In the name of the Father and of the Son and of the Holy Spirit.
It is normally noted that after two preparatory Sundays where the love of God toward repentant sinners is shown.  This Sunday presents the picture of God’s justice.  The picture of the Last Judgement, while it uses the image of human tribunals is vastly different from them.  Saint Isaac, whom I love and whose words I quoted last week, about not calling God “just” but “loving”, says also this:  God’s justice is like a grain of sand in comparison to the mountain of gold which is His mercy.  But that grain of sand must exist nevertheless otherwise human free will becomes undermined.  We need to think about what that means.
 
God wants everyone to be saved but not against their will.  It is not like the social revolutionaries who also, one way or another, follow the words of the 18th century thinker Jean Jacques Rousseau in his “Social Contract” where he says: “ We have the right to force people to be happy, even against their will”.  That’s not God!  The Last Judgement is really a revelation of choices made by us human beings; either to be with God or without God.  “Judge not lest ye be judged”, or in more modern English, “Judge not that you be not judged. With the measure you use it will be measured back to you”, says the Lord in the sermon on the Mount (Mt 7:2).  If you are forgiving you will be forgiven, that is the underlying message of Christ’s Gospel.  Why then do we constantly fall into judging other people? Because deep down inside we believe that we are better.  That is the symptom of the worst human disease, which is pride.  Those people who understand about not judging, or those people historically who understood, believing the promise of the Lord, that they too will not be judged, they eventually reached a deeper understanding of humility, the foundation of all the virtues.  By refusing to yield to the temptation of judging they were given the grace to see just their own vulnerabilities and failures in relation to God and their neighbour.  They were given the grace to see only the inner beauty of each person, not the ugliness of sin which is also present in all of us.  For this reason, both the sheep and the goats are surprised by Christ’s words to them.  The sheep are surprised because they sincerely and genuinely believed that they had never done anything good before God, and suddenly He praises them! The goats, too, are surprised because they thought that they were God’s gift to humanity. Suddenly they find out that they are not!

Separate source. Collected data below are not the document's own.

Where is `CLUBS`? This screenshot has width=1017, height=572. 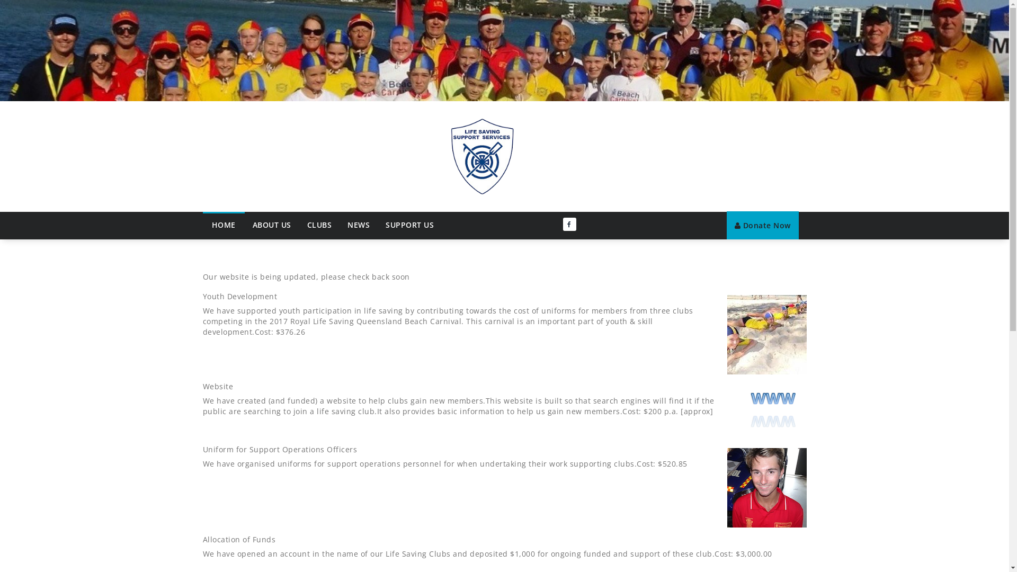
CLUBS is located at coordinates (319, 225).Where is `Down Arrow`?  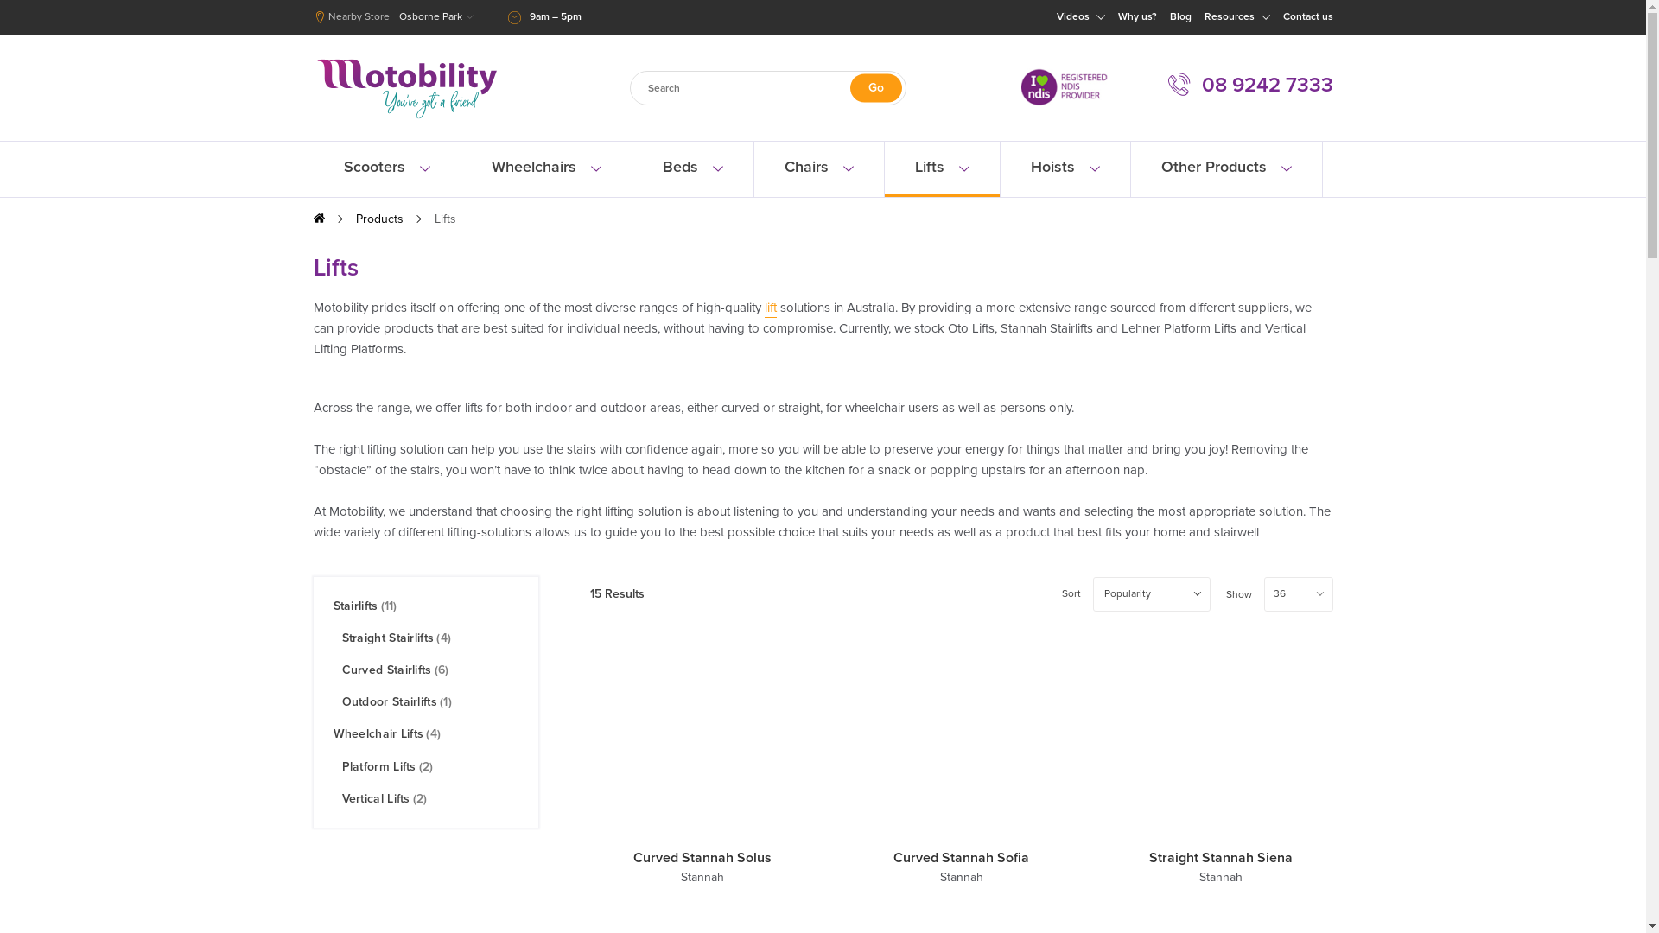 Down Arrow is located at coordinates (596, 201).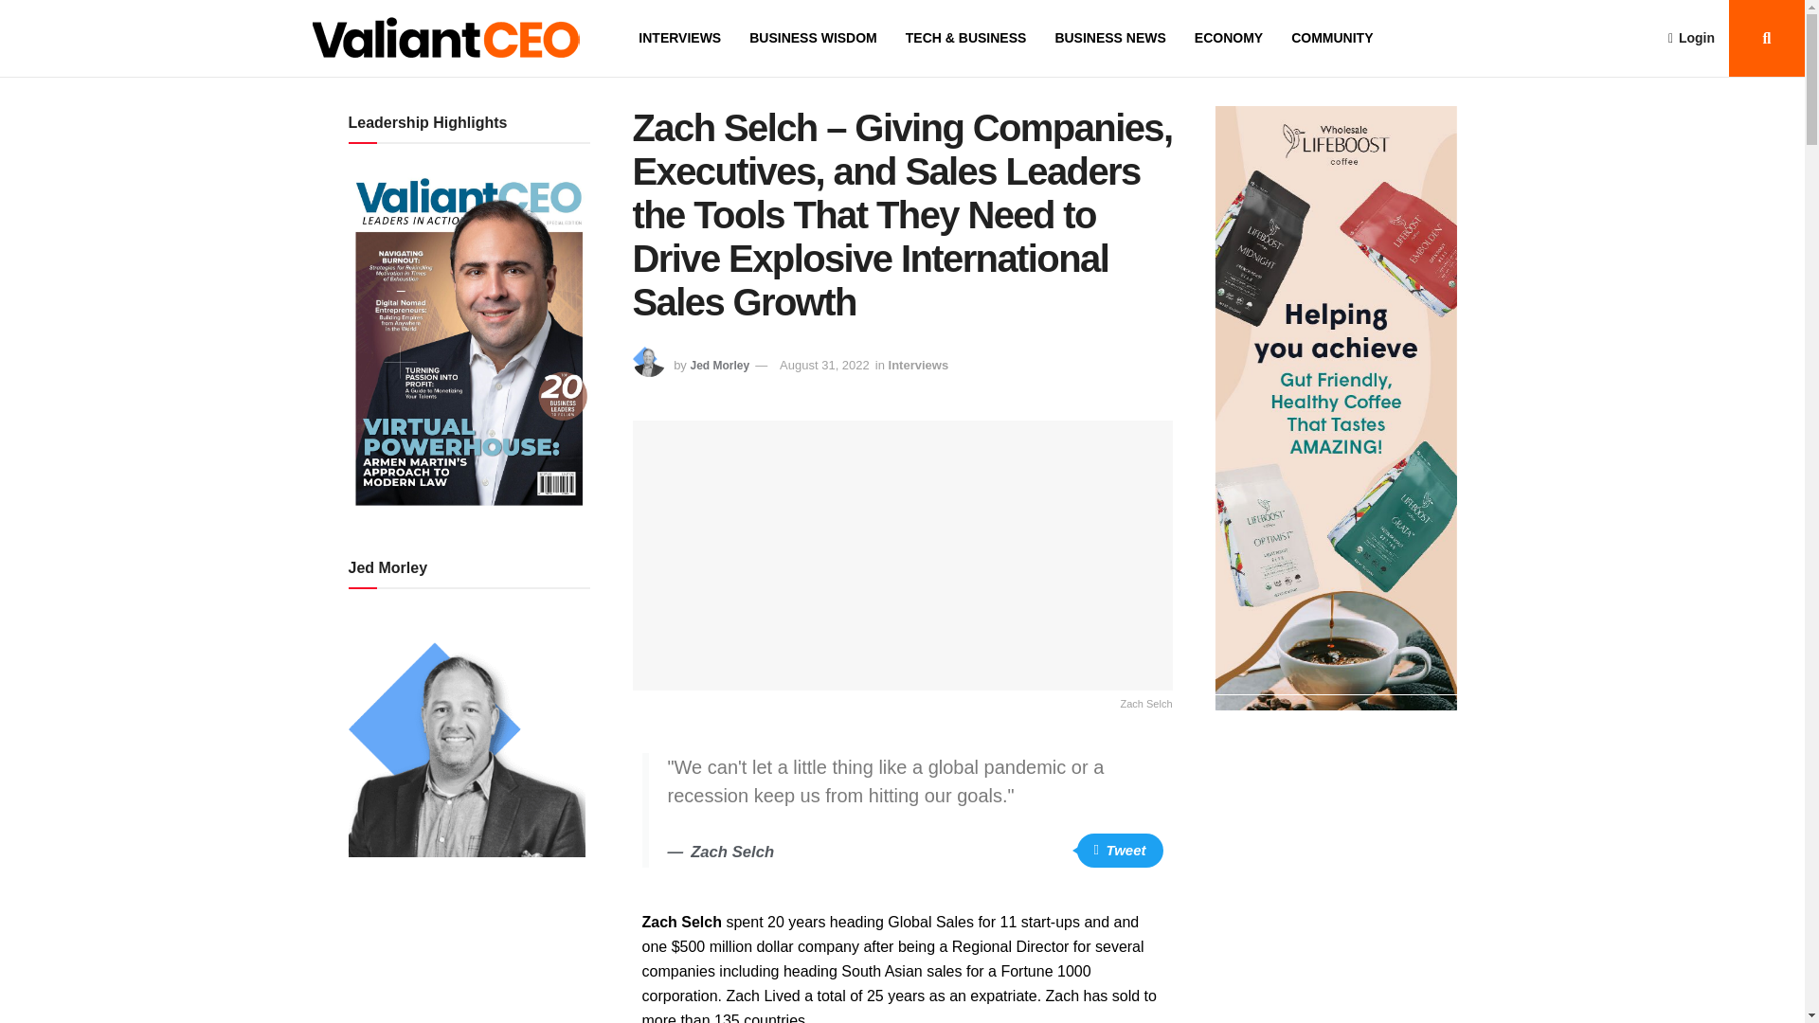  I want to click on INTERVIEWS, so click(678, 38).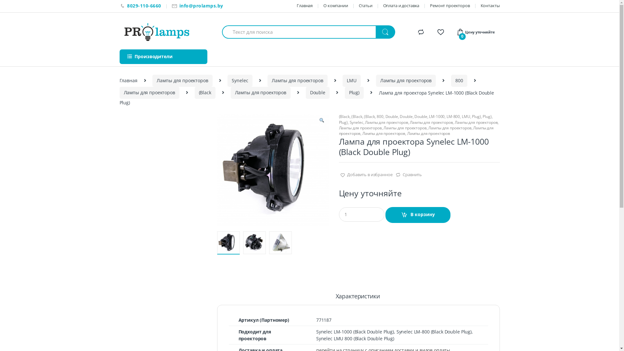 This screenshot has height=351, width=624. I want to click on Skip to navigation, so click(19, 4).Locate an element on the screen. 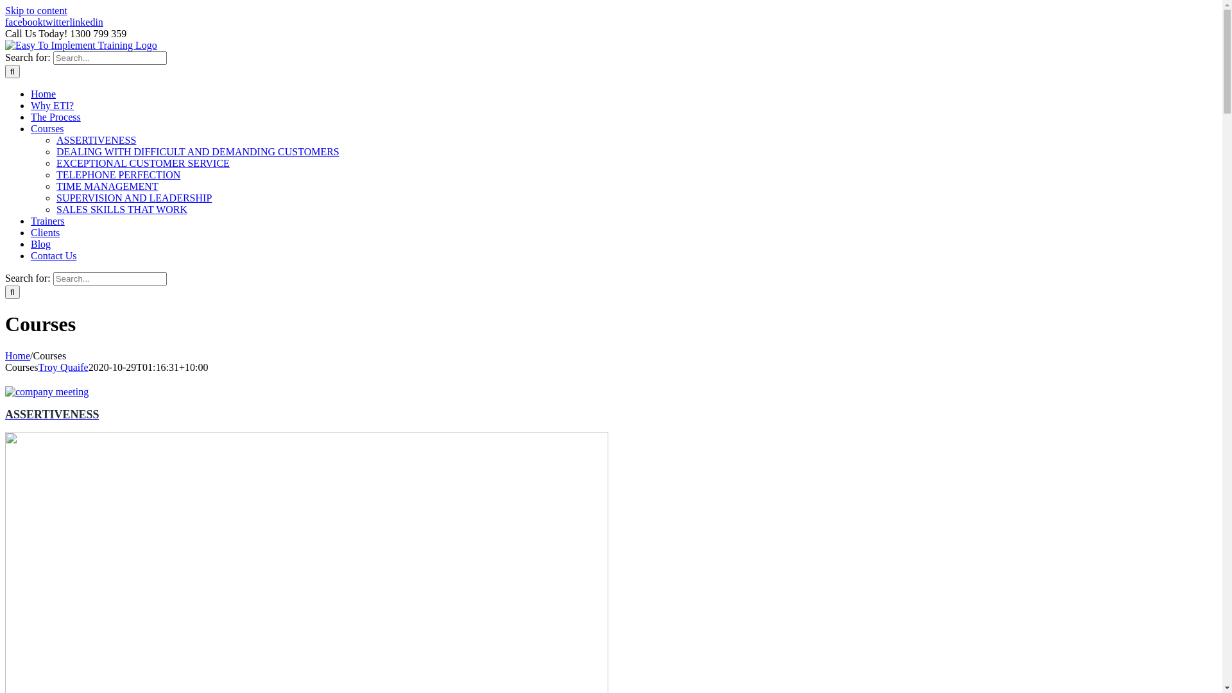 The height and width of the screenshot is (693, 1232). Blog is located at coordinates (41, 244).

On occasions in the past, I have done this for a little while, but this is a bigger experiment. I am not saying let’s promise to God, because we are terrible at keeping promises. The experiment is to try and stop judging during Lent.  That is hard!  We can begin by counting how many times in a day we have judged other people in our minds. That knowledge will help us to come to a measure of humility.  We will realise how often we judge other people!  Where does that mean we will end up? By doing this experiment we will come to a measure of humility and love for our neighbour.